Yes, I know it sounds like a lot, but as we watched, we discovered the latter to be true. If you’ve ever attempted a diet or training schedule, you’ve discovered how beneficial it is to have a support system who  knows what your goals are and can encourage you towards them. The family structure and interaction is key to how our pediatric patients act and their routines. To change that behavior requires the backing of those who provide the opportunities for that change and when parents can see for themselves what is being recorded for their children as well as themselves, it prompts them to be more involved and work together toward the common goal of lowering BMI and raising energy and activity levels.

 

But that’s obesity and it’s obvious from what we all know about activity tracking wearables, the  goal of this technology is to be an asset in encouraging more PA. What I discovered in the midst of this were the added benefits of these wearables in supporting better sleep and rest.

Weight and sleep

Lack of sleep in children is revealed differently than in adults. You know the term, “slap happy?” That’s what happens to a kid who’s not sleeping. Tantrums, hyperactivity, spinning out — those are all signs a child is overtired and needs his or her rest. Severe weight gain is also a byproduct of lack of sleep and in using wearables to monitor activity and support a healthier lifestyle, I found that the Fitbit is also a good companion for tracking and modifying sleep patterns.

 

A 2014 study was conducted by MassGeneral Hospital for Children that looked into the effects of chronic sleep deprivation in kids.
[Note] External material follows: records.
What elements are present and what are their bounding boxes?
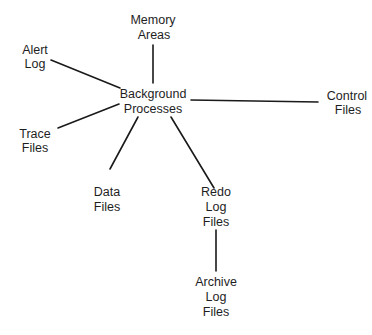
node-label-line: Files xyxy=(94,200,120,214)
node-label-line: Archive xyxy=(195,275,237,289)
node-label-line: Processes xyxy=(124,102,182,116)
edge-background-to-trace-files xyxy=(58,104,119,128)
node-label-line: Areas xyxy=(138,28,171,42)
node-archive-log-files: Archive Log Files xyxy=(195,275,237,319)
node-label-line: Alert xyxy=(22,43,48,57)
diagram-canvas: Background Processes Memory Areas Alert … xyxy=(0,0,372,335)
node-label-line: Files xyxy=(203,305,229,319)
node-label-line: Memory xyxy=(130,13,176,27)
node-label-line: Files xyxy=(335,103,361,117)
node-redo-log-files: Redo Log Files xyxy=(201,185,231,229)
edge-background-to-control-files xyxy=(191,100,318,102)
node-label-line: Log xyxy=(206,200,227,214)
edge-background-to-data-files xyxy=(110,117,138,169)
node-alert-log: Alert Log xyxy=(22,43,48,71)
node-label-line: Background xyxy=(120,87,187,101)
edge-background-to-redo-log-files xyxy=(171,117,214,188)
node-label-line: Redo xyxy=(201,185,231,199)
node-label-line: Files xyxy=(203,215,229,229)
node-label-line: Control xyxy=(327,89,367,103)
node-label-line: Log xyxy=(206,290,227,304)
node-control-files: Control Files xyxy=(327,89,367,117)
edge-background-to-alert-log xyxy=(51,60,120,88)
node-memory-areas: Memory Areas xyxy=(130,13,176,42)
node-label-line: Trace xyxy=(19,127,51,141)
node-label-line: Log xyxy=(25,57,46,71)
node-label-line: Data xyxy=(94,185,120,199)
node-trace-files: Trace Files xyxy=(19,127,51,155)
node-data-files: Data Files xyxy=(94,185,120,214)
node-background-processes: Background Processes xyxy=(120,87,187,116)
node-label-line: Files xyxy=(22,141,48,155)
The results, published in Pediatrics, revealed that researchers learned that children most impacted by chronic sleep deprivation had the highest weight and body mass index across the board. It also showed that kids who were most consistently suffering from lack of sleep came from racial and ethnic minority backgrounds with less education and lower income. However, the relationship between lack of sleep and obesity doesn’t change. A child who is sleep deprived, no matter who they are or where they come from, is most at risk for obesity.